Hormonal Shifts Can Add to the Problem
For women, hormonal changes play a contributing role. Estrogen directly stimulates melanin production by activating receptors on melanocytes and increasing the activity of tyrosinase, a key enzyme in pigment synthesis. Fluctuations during perimenopause and menopause can trigger or worsen hyperpigmentation. This is also why melasma, a related pigmentation condition, often appears during pregnancy or while using hormonal birth control. The hormonal component helps explain why some women notice a surge of new spots during their 40s and 50s that seems disproportionate to their sun exposure.
When a New Spot Deserves Attention
Most new spots are harmless solar lentigines. But because melanoma can mimic the appearance of an age spot, it’s worth knowing what to watch for. A concerning spot typically has one or more of these features: asymmetry (one half doesn’t match the other), irregular or scalloped borders, multiple colors within the same spot (tan mixed with dark brown, pink, or black), a diameter larger than a pencil eraser, or any change in size, shape, or color over weeks to months. Spots on areas with significant sun damage deserve extra scrutiny, since lentigo maligna, a slow-growing form of melanoma, initially looks like a subtle tan or brown patch and can be easy to dismiss.
Preventing New Spots
Sunscreen is the single most effective tool for preventing new age spots. SPF 30 blocks 97% of UVB rays, and SPF 50 blocks 98%. The difference between the two is small, but consistent daily use of either makes a significant difference over time. Choose a broad-spectrum formula, since SPF ratings only measure UVB protection while UVA rays are the primary drivers of pigmentation changes and photoaging. Reapply every two hours during direct exposure.

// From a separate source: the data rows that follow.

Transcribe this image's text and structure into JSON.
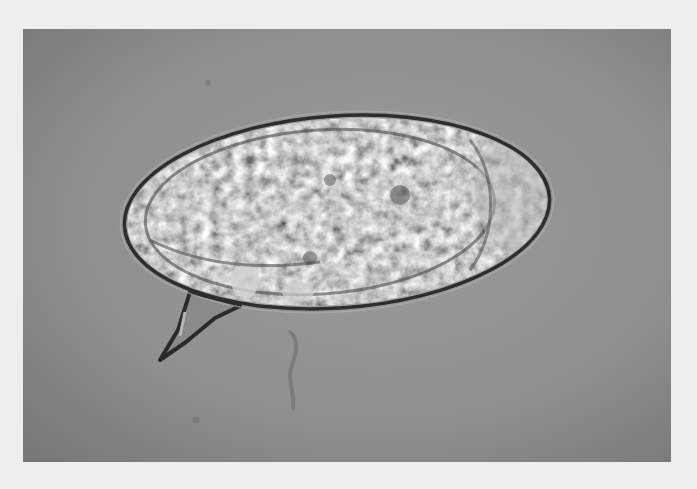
{
  "image": {
    "alt": "Brightfield micrograph of an oval parasite egg with a prominent lateral spine, on a grey background",
    "subject": "egg-with-lateral-spine",
    "colors": {
      "page_border": "#eeeeee",
      "background": "#939393",
      "background_edge": "#7c7c7c",
      "egg_shell": "#2e2e2e",
      "egg_interior": "#9c9c9c",
      "egg_highlight": "#c8c8c8",
      "egg_dark_speckle": "#5a5a5a"
    },
    "egg": {
      "center_x": 337,
      "center_y": 212,
      "rx": 213,
      "ry": 96,
      "rotation_deg": -4
    },
    "spine": {
      "tip": [
        160,
        360
      ],
      "base_left": [
        192,
        295
      ],
      "base_right": [
        238,
        305
      ]
    }
  }
}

Sun-protective clothing, wide-brimmed hats, and seeking shade during peak UV hours (roughly 10 a.m. to 4 p.m.) reduce the cumulative load on your melanocytes. These habits won’t reverse existing spots, but they slow the formation of new ones considerably.
Fading Existing Spots
Topical treatments can lighten age spots over several weeks to months. A clinical trial using a regimen of 0.5% retinol combined with 30% vitamin C found statistically significant improvements in hyperpigmentation and photodamage. Some participants saw improvement as early as four weeks, with more pronounced results at eight and twelve weeks. Retinol works by accelerating cell turnover (counteracting the slowdown that comes with aging), while vitamin C inhibits excess melanin production and neutralizes free radicals.
For more dramatic results, dermatologists offer professional procedures. Light chemical peels remove the outermost skin layer and require minimal downtime, though you’ll typically need four to five sessions a year for best results. Medium-depth peels address more significant sun damage but involve about a week of visible peeling and work best as a series of three treatments spaced four weeks apart. Laser resurfacing offers the most aggressive option, penetrating deeper into the skin, though recovery can take several weeks. People with darker skin tones should work with a provider experienced in treating melanin-rich skin, since some procedures carry a risk of worsening pigmentation if settings aren’t adjusted appropriately.
Regardless of which treatment you choose, new spots will continue to appear if you don’t pair treatment with consistent sun protection. The underlying UV damage is cumulative and irreversible, so prevention and treatment work best as a team.